She Took Birds Facing Death in a Commercial Farm. Did It Constitute a Rescue or a Illegal Deed?

One weekday afternoon in the end of September, the University of California, Berkeley attendee left a tribunal in the city of Santa Rosa. Surrounded by her lawyers, she hurried through the hallways of the courthouse, past more than 100 potential jurors.

Fixed on her dark jacket was a tiny silver chicken, shining on her collar.

These were the concluding moments of jury selection for Rosenberg’s trial. She stood accused of two misdemeanor charges for unauthorized entry and one count of vehicle interference, as well as one count of felony conspiracy. If the verdict goes against her, she could spend up to over four years in prison.

The question isn't the perpetrator … It's about the motivation.

The facts at the center of the legal matter were agreed upon. Shortly after midnight on 13 June 2023, Rosenberg and several other members of the organization Direct Action Everywhere headed to Petaluma Poultry, a slaughterhouse about 64 kilometers north of the city. Posing as employees, they found a transport truck filled with numerous birds packed into crates. They rescued four hens, placed them in buckets and left the scene.

The events were uncontested because Zoe and her companions had later published recorded evidence of what they had done. “It’s not a whodunit,” Rosenberg’s lawyer, Chris Carraway, likes to say. “It’s a whydunit.”

After leaving the slaughterhouse, the group inspected the birds – whom they named Poppy, Ivy, Aster, and Azalea - carefully. Rosenberg says they were splattered with diarrhea and showing injuries and sores.

Carraway would explain in legal proceedings that Zoe's purpose was not to steal but to aid them. The panel would be tasked with deciding, essentially, how far compassion can go before it turns illegal.


The daughter of a veterinarian, She spent her childhood on 16 hectares in California's San Luis Obispo, CA, surrounded by various pets and farm animals.

During her childhood, the household acquired poultry at home. She can still rattle off their identities effortlessly: Eddie, Chirp, Olive, Herki, Red, Daisy and Popcorn. Before that time, Zoe believed the common assumption that poultry weren't intelligent, but getting to know them altered her perspective. “I discovered they have unique personalities and that their minds are sharp, and that their lives are really, really valuable.”

A couple of years after, She saw an digital recording of protesters accessing a major egg producer in the country and rescuing hens. It was the first time witnessed a industrial agriculture facility, and she was appalled at the situation: thousands upon thousands of hens packed tightly into cages. It served as her first encounter to the concept of “open rescue”, the term activists use to explain actions in which they infiltrate factory farms or labs and take creatures in need. They make no secret of their work, frequently sharing videos of their operations.

Once she saw it, She quickly decided that was something she wanted to do, and she reached out to the head of the group behind it. (“She had no idea I was 11,” Rosenberg recalled.) A year later, in that year, she established the local branch of the organization, a then new animal rights organization.

Over the years, animal rights groups have become known for using direct actions – like Peta’s campaign equating eating meat with historical atrocities or publicity grabs using fake blood. The logic is simple: it takes shock to shake societal indifference about animal suffering. But the result is often the opposite: turning people off. Where meat consumption is standard, many see such protests as a individual insult – and sense blame, not enlightenment.

The group continues this approach; they have held “die-ins” outside a butcher shop in the area and disrupted a Friday dinner at the popular eatery Chez Panisse.

But the group’s signature move has been publicized rescues. According to the group, an advantage of this approach is that it not only highlights to an wrongdoing – it tries, modestly, to address it. It aims at the agricultural sector rather than faulting purchasers, and provides a view into the secret realm of meat production.

“Our legal battles are a means to pose the question to a randomly selected jury of our peers, and to society via coverage,” said Cassie King, an activist. “Is it a crime, or is it moral, to rescue an animal who’s dying in a factory farm?”

At present, the group points out, there are statutes allowing intervention in CA and 13 other states granting people criminal and civil protection if they forcibly enter a motor vehicle to save an at-risk being. Their argument is that the identical logic should cover every being in need.

Over the past decade, per the group, members of the group have been involved in dozens of rescues. In the past few years, activists have taken small hogs from a commercial operation; a pair of birds from a transport vehicle outside a slaughterhouse in the county; and three dogs from a scientific site in the state. Following the rescue, the activists provide them with veterinary care and relocate them to safe environments.


The proprietor runs the agricultural business with his relative in the area. The property has been inherited for over a century, he explained. They produce eggs with nearly a million birds, located in various coops. The farm, which is powered by more than 2,500 solar panels, also recycles droppings for soil.

In May 2018, the group conducted a significant event on his farm. Several hundred activists gathered to object. Some of them entered the premises and {broke into a chicken house|accessed a poultry building|entered a coop

Michael Decker
Michael Decker

A tech journalist with a passion for uncovering the stories behind emerging technologies and their impact on society.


WHAT THE TASK REQUIRES
Each line in the data holding "inventor" should be listed.

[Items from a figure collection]
'''

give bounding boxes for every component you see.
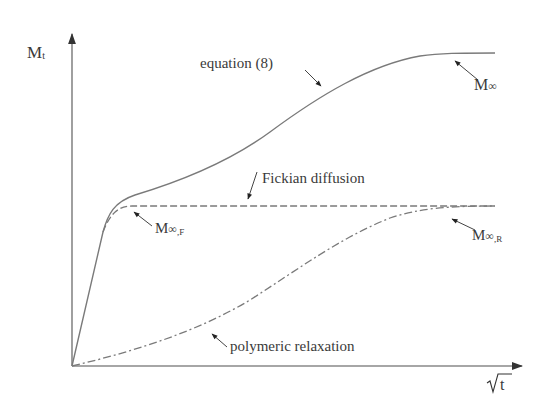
m-inf-symbol: ∞ xyxy=(488,79,497,93)
m-inf-r-main: M xyxy=(472,227,485,243)
fickian-diffusion-text: Fickian diffusion xyxy=(262,170,365,186)
x-axis-label-t: t xyxy=(500,376,504,393)
m-inf-f-pointer xyxy=(134,212,152,226)
m-inf-f-sub: ,F xyxy=(177,227,184,237)
polymeric-pointer xyxy=(212,334,227,347)
equation-8-label: equation (8) xyxy=(200,56,273,71)
y-axis-label: Mt xyxy=(27,44,45,61)
equation-8-pointer xyxy=(305,70,321,86)
m-inf-label: M∞ xyxy=(474,77,497,93)
polymeric-relaxation-label: polymeric relaxation xyxy=(230,339,355,354)
m-inf-main: M xyxy=(474,76,488,93)
m-inf-f-symbol: ∞ xyxy=(168,222,177,236)
fickian-pointer xyxy=(248,172,257,199)
annotation-pointers xyxy=(134,61,478,347)
y-axis-label-sub: t xyxy=(42,50,45,61)
axes xyxy=(72,34,522,366)
fickian-diffusion-label: Fickian diffusion xyxy=(262,171,365,186)
x-axis-label: t xyxy=(500,377,504,393)
equation-8-text: equation (8) xyxy=(200,55,273,71)
y-axis-label-main: M xyxy=(27,43,42,62)
m-inf-r-label: M∞,R xyxy=(472,228,502,244)
m-inf-f-main: M xyxy=(155,220,168,236)
polymeric-relaxation-text: polymeric relaxation xyxy=(230,338,355,354)
m-inf-f-label: M∞,F xyxy=(155,221,184,237)
m-inf-r-sub: ,R xyxy=(494,234,502,244)
m-inf-r-symbol: ∞ xyxy=(485,229,494,243)
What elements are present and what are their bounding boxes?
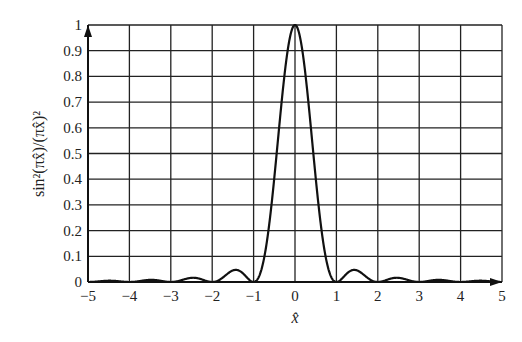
y-tick-label: 0.7 (63, 94, 82, 110)
x-tick-label: −5 (80, 288, 96, 304)
grid (88, 25, 502, 282)
y-tick-label: 0.1 (63, 248, 82, 264)
y-axis-label: sin²(πx̂)/(πx̂)² (30, 111, 48, 197)
y-tick-label: 0.2 (63, 223, 82, 239)
y-tick-label: 1 (75, 17, 83, 33)
y-tick-label: 0.4 (63, 171, 82, 187)
y-tick-label: 0.6 (63, 120, 82, 136)
y-axis-arrow-icon (84, 25, 92, 37)
y-tick-label: 0.5 (63, 146, 82, 162)
axes (84, 25, 502, 286)
x-tick-label: −4 (121, 288, 137, 304)
x-tick-label: −2 (204, 288, 220, 304)
x-tick-labels: −5−4−3−2−1012345 (80, 288, 506, 304)
x-tick-label: 5 (498, 288, 506, 304)
x-tick-label: 2 (374, 288, 382, 304)
y-tick-label: 0.9 (63, 43, 82, 59)
x-tick-label: 1 (333, 288, 341, 304)
x-tick-label: −1 (246, 288, 262, 304)
x-tick-label: 4 (457, 288, 465, 304)
x-tick-label: 0 (291, 288, 299, 304)
y-tick-label: 0.3 (63, 197, 82, 213)
y-tick-label: 0.8 (63, 68, 82, 84)
y-tick-labels: 00.10.20.30.40.50.60.70.80.91 (63, 17, 82, 290)
x-tick-label: −3 (163, 288, 179, 304)
chart: 00.10.20.30.40.50.60.70.80.91 −5−4−3−2−1… (0, 0, 522, 342)
x-axis-arrow-icon (490, 278, 502, 286)
x-tick-label: 3 (415, 288, 423, 304)
x-axis-label: x̂ (290, 309, 298, 326)
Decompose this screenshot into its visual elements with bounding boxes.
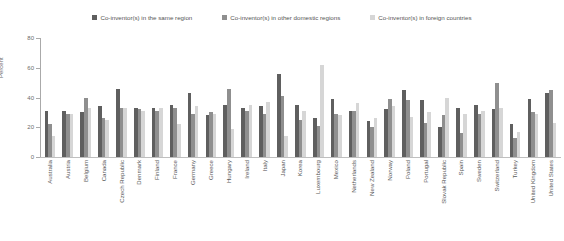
bar-group[interactable] [381, 38, 399, 157]
bar-group[interactable] [77, 38, 95, 157]
bar-group[interactable] [41, 38, 59, 157]
x-axis-category-label: Canada [100, 160, 106, 181]
bar-group[interactable] [274, 38, 292, 157]
bar-group[interactable] [291, 38, 309, 157]
x-axis-category: New Zealand [363, 159, 381, 237]
bar-group[interactable] [166, 38, 184, 157]
bar[interactable] [338, 115, 342, 157]
x-axis-category-label: Austria [65, 160, 71, 179]
x-axis-category: Canada [95, 159, 113, 237]
bar[interactable] [445, 98, 449, 158]
bar-group[interactable] [113, 38, 131, 157]
x-axis-category-label: Sweden [476, 160, 482, 182]
legend-item-foreign-countries[interactable]: Co-inventor(s) in foreign countries [370, 14, 471, 21]
bar[interactable] [284, 136, 288, 157]
bar[interactable] [231, 129, 235, 157]
x-axis-category: Belgium [77, 159, 95, 237]
legend-item-other-domestic-regions[interactable]: Co-inventor(s) in other domestic regions [222, 14, 340, 21]
x-axis-category: Sweden [470, 159, 488, 237]
legend-label-other-domestic-regions: Co-inventor(s) in other domestic regions [230, 14, 340, 21]
bar[interactable] [356, 103, 360, 157]
bar[interactable] [499, 108, 503, 157]
bar[interactable] [463, 114, 467, 157]
bar[interactable] [195, 106, 199, 157]
bar-group[interactable] [95, 38, 113, 157]
bar[interactable] [159, 108, 163, 157]
x-axis-category: Korea [291, 159, 309, 237]
bar-group[interactable] [452, 38, 470, 157]
bar-group[interactable] [130, 38, 148, 157]
bar-group[interactable] [435, 38, 453, 157]
x-axis-category-label: New Zealand [369, 160, 375, 196]
bar[interactable] [266, 102, 270, 157]
bar[interactable] [213, 114, 217, 157]
bar[interactable] [177, 124, 181, 157]
bar[interactable] [249, 105, 253, 157]
bar[interactable] [410, 117, 414, 157]
x-axis-category: Hungary [220, 159, 238, 237]
x-axis-category-label: Portugal [422, 160, 428, 183]
x-axis-category-label: Korea [297, 160, 303, 176]
bar-group[interactable] [202, 38, 220, 157]
bar[interactable] [553, 123, 557, 157]
bar-group[interactable] [399, 38, 417, 157]
y-axis-tick-label: 40 [16, 95, 34, 101]
x-axis-category: Finland [148, 159, 166, 237]
bar-group[interactable] [309, 38, 327, 157]
bar[interactable] [302, 111, 306, 157]
bar[interactable] [105, 120, 109, 157]
bar[interactable] [392, 106, 396, 157]
x-axis-category-label: Hungary [226, 160, 232, 183]
x-axis-category: Japan [274, 159, 292, 237]
bar-group[interactable] [542, 38, 560, 157]
bar[interactable] [88, 108, 92, 157]
bar[interactable] [141, 111, 145, 157]
x-axis-category: Italy [256, 159, 274, 237]
bar-group[interactable] [327, 38, 345, 157]
bar-group[interactable] [256, 38, 274, 157]
x-axis-category-label: Spain [458, 160, 464, 176]
x-axis-category: Slovak Republic [435, 159, 453, 237]
bar-group[interactable] [524, 38, 542, 157]
bar[interactable] [427, 112, 431, 157]
y-axis-tick [36, 157, 40, 158]
bar-group[interactable] [238, 38, 256, 157]
bar-group[interactable] [184, 38, 202, 157]
bar-group[interactable] [59, 38, 77, 157]
x-axis-category-label: Turkey [512, 160, 518, 178]
bar-group[interactable] [220, 38, 238, 157]
x-axis-category-label: Denmark [136, 160, 142, 185]
bar[interactable] [70, 114, 74, 157]
y-axis-tick [36, 38, 40, 39]
x-axis-category-label: Ireland [244, 160, 250, 179]
legend-item-same-region[interactable]: Co-inventor(s) in the same region [92, 14, 192, 21]
x-axis-category-labels: AustraliaAustriaBelgiumCanadaCzech Repub… [41, 159, 560, 237]
x-axis-category: Australia [41, 159, 59, 237]
bar[interactable] [52, 136, 56, 157]
bar[interactable] [481, 111, 485, 157]
bar[interactable] [517, 132, 521, 157]
x-axis-category-label: Australia [47, 160, 53, 184]
bar-group[interactable] [345, 38, 363, 157]
bar-group[interactable] [488, 38, 506, 157]
y-axis-title: Percent [0, 57, 4, 78]
bar[interactable] [535, 114, 539, 157]
x-axis-category-label: Greece [208, 160, 214, 180]
y-axis-tick-label: 0 [16, 154, 34, 160]
bar-group[interactable] [506, 38, 524, 157]
x-axis-category: United Kingdom [524, 159, 542, 237]
bar-group[interactable] [363, 38, 381, 157]
bar-group[interactable] [470, 38, 488, 157]
x-axis-category: United States [542, 159, 560, 237]
bar[interactable] [320, 65, 324, 157]
bar-group[interactable] [417, 38, 435, 157]
x-axis-category-label: Poland [405, 160, 411, 179]
bar-group[interactable] [148, 38, 166, 157]
chart-legend: Co-inventor(s) in the same region Co-inv… [0, 14, 564, 21]
x-axis-category: Turkey [506, 159, 524, 237]
y-axis-tick [36, 68, 40, 69]
x-axis-category: France [166, 159, 184, 237]
x-axis-category: Ireland [238, 159, 256, 237]
bar[interactable] [123, 108, 127, 157]
bar[interactable] [374, 118, 378, 157]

'''

EXERCISE RESPONSE
legend-item-foreign-countries[interactable]: Co-inventor(s) in foreign countries [370, 14, 471, 21]
legend-item-other-domestic-regions[interactable]: Co-inventor(s) in other domestic regions [222, 14, 340, 21]
legend-label-other-domestic-regions: Co-inventor(s) in other domestic regions [230, 14, 340, 21]
legend-item-same-region[interactable]: Co-inventor(s) in the same region [92, 14, 192, 21]
chart-legend: Co-inventor(s) in the same region Co-inv… [0, 14, 564, 21]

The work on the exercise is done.